Inflation is the silent tax on your savings. A dollar today buys less than a dollar did last year, and far less than a dollar 10 or 20 years ago. Here’s how it works and what it means for your money.
Table of Contents
Purchasing Power of $100 Over Time
| Year | What $100 From That Year Is Worth in 2026 | You’d Need This Much Today |
|---|---|---|
| 1960 | ~$12 | ~$860 |
| 1970 | ~$17 | ~$590 |
| 1980 | ~$26 | ~$380 |
| 1990 | ~$47 | ~$215 |
| 2000 | ~$54 | ~$185 |
| 2010 | ~$73 | ~$138 |
| 2015 | ~$82 | ~$122 |
| 2020 | ~$85 | ~$118 |
| 2024 | ~$95 | ~$105 |
$100 in 1980 has the same purchasing power as $380 in 2026.
US Inflation Rate History
| Period | Average Annual Inflation |
|---|---|
| 1920s | -1.1% (deflation) |
| 1930s | -2.0% (Great Depression deflation) |
| 1940s | 5.4% (WWII) |
| 1950s | 2.2% |
| 1960s | 2.5% |
| 1970s | 7.4% (stagflation) |
| 1980s | 5.1% |
| 1990s | 2.9% |
| 2000s | 2.6% |
| 2010s | 1.8% |
| 2020-2022 | 5.8% (pandemic/supply chain) |
| 2023-2025 | 3.2% |
| Long-term average (1926-2025) | ~3.0% |
How Inflation Affects Key Expenses
Price of Common Items Over Time
| Item | 1990 | 2000 | 2010 | 2020 | 2026 |
|---|---|---|---|---|---|
| Gallon of gas | $1.16 | $1.51 | $2.79 | $2.17 | $3.35 |
| Gallon of milk | $2.15 | $2.78 | $3.32 | $3.52 | $4.20 |
| Dozen eggs | $1.00 | $0.96 | $1.79 | $1.48 | $3.50 |
| New car (average) | $15,900 | $21,000 | $29,200 | $38,000 | $49,500 |
| Median home price | $95,500 | $119,600 | $221,800 | $329,000 | $420,000 |
| College tuition (public, annual) | $1,900 | $3,500 | $7,600 | $10,400 | $11,600 |
| Movie ticket | $4.23 | $5.39 | $7.89 | $9.16 | $11.50 |
Impact of Inflation on Savings
$100,000 in a Savings Account at Various Rates
| Savings Rate | Value After Inflation (3%) β 10 Years | Real Purchasing Power |
|---|---|---|
| 0% (under mattress) | $100,000 | $74,400 (-$25,600) |
| 0.5% (big bank savings) | $105,100 | $78,200 (-$21,800) |
| 2.5% (moderate) | $128,000 | $95,300 (-$4,700) |
| 4.5% (high-yield savings) | $155,300 | $115,600 (+$15,600) |
| 7% (stock market average) | $196,700 | $146,400 (+$46,400) |
| 10% (strong returns) | $259,400 | $193,100 (+$93,100) |
At 0.5% interest (typical big bank), you lose $21,800 in purchasing power over 10 years.
The Rule of 72: How Fast Prices Double
Divide 72 by the inflation rate to estimate how many years until prices double:
| Inflation Rate | Years Until Prices Double |
|---|---|
| 2% | 36 years |
| 3% | 24 years |
| 4% | 18 years |
| 5% | 14.4 years |
| 7% | 10.3 years |
| 9% | 8 years |
At 3% inflation, everything you buy today will cost twice as much in 24 years.
How to Protect Your Money From Inflation
| Strategy | How It Helps | Expected Real Return |
|---|---|---|
| Stock market (index funds) | Historically returns 7-10% nominal (4-7% real) | 4-7% |
| I Bonds | Interest rate adjusts with inflation | ~0% real (preserves purchasing power) |
| TIPS | Treasury bonds indexed to CPI | ~1-2% real |
| Real estate | Property values and rents tend to rise with inflation | 2-5% real |
| High-yield savings | 4.5%+ in current environment | 1-2% real |
| Cash under the mattress | Doesn’t help at all | -3% real (losing money) |
| Gold | Historical inflation hedge, volatile | ~0-1% real |
The Bottom Line
At 3% average inflation, everything costs twice as much every 24 years. Cash in a regular savings account (0.5%) is losing purchasing power. The best defense is investing in diversified stock index funds (7-10% nominal returns), keeping emergency funds in high-yield savings (4.5%+), and holding I Bonds or TIPS for inflation-matched returns. Don’t let inflation silently erode your savings.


• EXERCISE REQUIREMENTS: Repeat each of these records exactly.

• MATERIAL FOR THIS TASK:
------------

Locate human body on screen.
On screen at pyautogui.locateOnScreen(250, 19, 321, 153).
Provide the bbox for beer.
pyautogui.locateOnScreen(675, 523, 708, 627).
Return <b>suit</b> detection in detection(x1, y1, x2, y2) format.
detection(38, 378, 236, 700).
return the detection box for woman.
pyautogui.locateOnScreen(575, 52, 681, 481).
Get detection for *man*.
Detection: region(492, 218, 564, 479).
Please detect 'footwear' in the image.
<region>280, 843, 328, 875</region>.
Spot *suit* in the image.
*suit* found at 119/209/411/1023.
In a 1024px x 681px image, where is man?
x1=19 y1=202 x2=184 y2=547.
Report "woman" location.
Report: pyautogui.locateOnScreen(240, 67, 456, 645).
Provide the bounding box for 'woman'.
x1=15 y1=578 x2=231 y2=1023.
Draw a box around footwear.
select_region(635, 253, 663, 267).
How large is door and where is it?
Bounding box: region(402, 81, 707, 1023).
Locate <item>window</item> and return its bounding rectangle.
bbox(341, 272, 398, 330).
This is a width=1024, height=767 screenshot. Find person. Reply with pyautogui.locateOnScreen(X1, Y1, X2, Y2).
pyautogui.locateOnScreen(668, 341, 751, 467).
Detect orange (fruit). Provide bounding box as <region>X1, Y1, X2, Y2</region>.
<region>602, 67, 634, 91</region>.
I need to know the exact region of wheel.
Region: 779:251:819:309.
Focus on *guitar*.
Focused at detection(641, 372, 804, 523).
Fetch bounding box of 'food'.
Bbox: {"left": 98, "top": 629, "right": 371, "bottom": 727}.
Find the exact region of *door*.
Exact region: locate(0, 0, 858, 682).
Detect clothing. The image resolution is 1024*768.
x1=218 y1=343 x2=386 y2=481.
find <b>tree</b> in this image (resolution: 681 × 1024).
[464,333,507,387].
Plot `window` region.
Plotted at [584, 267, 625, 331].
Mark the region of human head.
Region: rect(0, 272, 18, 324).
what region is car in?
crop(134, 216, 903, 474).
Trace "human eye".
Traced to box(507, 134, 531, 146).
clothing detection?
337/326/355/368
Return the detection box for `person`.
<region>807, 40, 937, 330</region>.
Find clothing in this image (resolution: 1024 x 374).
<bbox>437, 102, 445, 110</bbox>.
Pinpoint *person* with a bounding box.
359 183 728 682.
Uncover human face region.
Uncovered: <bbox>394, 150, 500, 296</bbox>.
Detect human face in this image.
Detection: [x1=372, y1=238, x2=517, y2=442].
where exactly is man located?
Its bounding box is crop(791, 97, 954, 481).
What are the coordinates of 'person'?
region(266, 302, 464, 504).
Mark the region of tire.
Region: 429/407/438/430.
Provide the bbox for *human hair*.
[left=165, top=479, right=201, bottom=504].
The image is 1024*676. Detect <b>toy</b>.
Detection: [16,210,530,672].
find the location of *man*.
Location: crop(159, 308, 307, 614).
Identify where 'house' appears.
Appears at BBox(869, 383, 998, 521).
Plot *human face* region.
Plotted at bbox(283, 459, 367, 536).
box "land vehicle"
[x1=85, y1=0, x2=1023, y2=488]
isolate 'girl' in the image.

------------

• RESULT OF THIS TASK:
Locate human body on screen.
On screen at pyautogui.locateOnScreen(250, 19, 321, 153).
Provide the bbox for beer.
pyautogui.locateOnScreen(675, 523, 708, 627).
Return <b>suit</b> detection in detection(x1, y1, x2, y2) format.
detection(38, 378, 236, 700).
return the detection box for woman.
pyautogui.locateOnScreen(575, 52, 681, 481).
Get detection for *man*.
Detection: region(492, 218, 564, 479).
Please detect 'footwear' in the image.
<region>280, 843, 328, 875</region>.
Spot *suit* in the image.
*suit* found at 119/209/411/1023.
In a 1024px x 681px image, where is man?
x1=19 y1=202 x2=184 y2=547.
Report "woman" location.
Report: pyautogui.locateOnScreen(240, 67, 456, 645).
Provide the bounding box for 'woman'.
x1=15 y1=578 x2=231 y2=1023.
Draw a box around footwear.
select_region(635, 253, 663, 267).
How large is door and where is it?
Bounding box: region(402, 81, 707, 1023).
Locate <item>window</item> and return its bounding rectangle.
bbox(341, 272, 398, 330).
This is a width=1024, height=767 screenshot. Find person. Reply with pyautogui.locateOnScreen(X1, Y1, X2, Y2).
pyautogui.locateOnScreen(668, 341, 751, 467).
Detect orange (fruit). Provide bounding box as <region>X1, Y1, X2, Y2</region>.
<region>602, 67, 634, 91</region>.
I need to know the exact region of wheel.
Region: 779:251:819:309.
Focus on *guitar*.
Focused at detection(641, 372, 804, 523).
Fetch bounding box of 'food'.
Bbox: {"left": 98, "top": 629, "right": 371, "bottom": 727}.
Find the exact region of *door*.
Exact region: locate(0, 0, 858, 682).
Detect clothing. The image resolution is 1024*768.
x1=218 y1=343 x2=386 y2=481.
find <b>tree</b> in this image (resolution: 681 × 1024).
[464,333,507,387].
Plot `window` region.
Plotted at [584, 267, 625, 331].
Mark the region of human head.
Region: rect(0, 272, 18, 324).
what region is car in?
crop(134, 216, 903, 474).
Trace "human eye".
Traced to box(507, 134, 531, 146).
clothing detection?
337/326/355/368
Return the detection box for `person`.
<region>807, 40, 937, 330</region>.
Find clothing in this image (resolution: 1024 x 374).
<bbox>437, 102, 445, 110</bbox>.
Pinpoint *person* with a bounding box.
359 183 728 682.
Uncover human face region.
Uncovered: <bbox>394, 150, 500, 296</bbox>.
Detect human face in this image.
Detection: [x1=372, y1=238, x2=517, y2=442].
where exactly is man located?
Its bounding box is crop(791, 97, 954, 481).
What are the coordinates of 'person'?
region(266, 302, 464, 504).
Mark the region of tire.
Region: 429/407/438/430.
Provide the bbox for *human hair*.
[left=165, top=479, right=201, bottom=504].
The image is 1024*676. Detect <b>toy</b>.
Detection: [16,210,530,672].
find the location of *man*.
Location: crop(159, 308, 307, 614).
Identify where 'house' appears.
Appears at BBox(869, 383, 998, 521).
Plot *human face* region.
Plotted at bbox(283, 459, 367, 536).
box "land vehicle"
[x1=85, y1=0, x2=1023, y2=488]
isolate 'girl' in the image.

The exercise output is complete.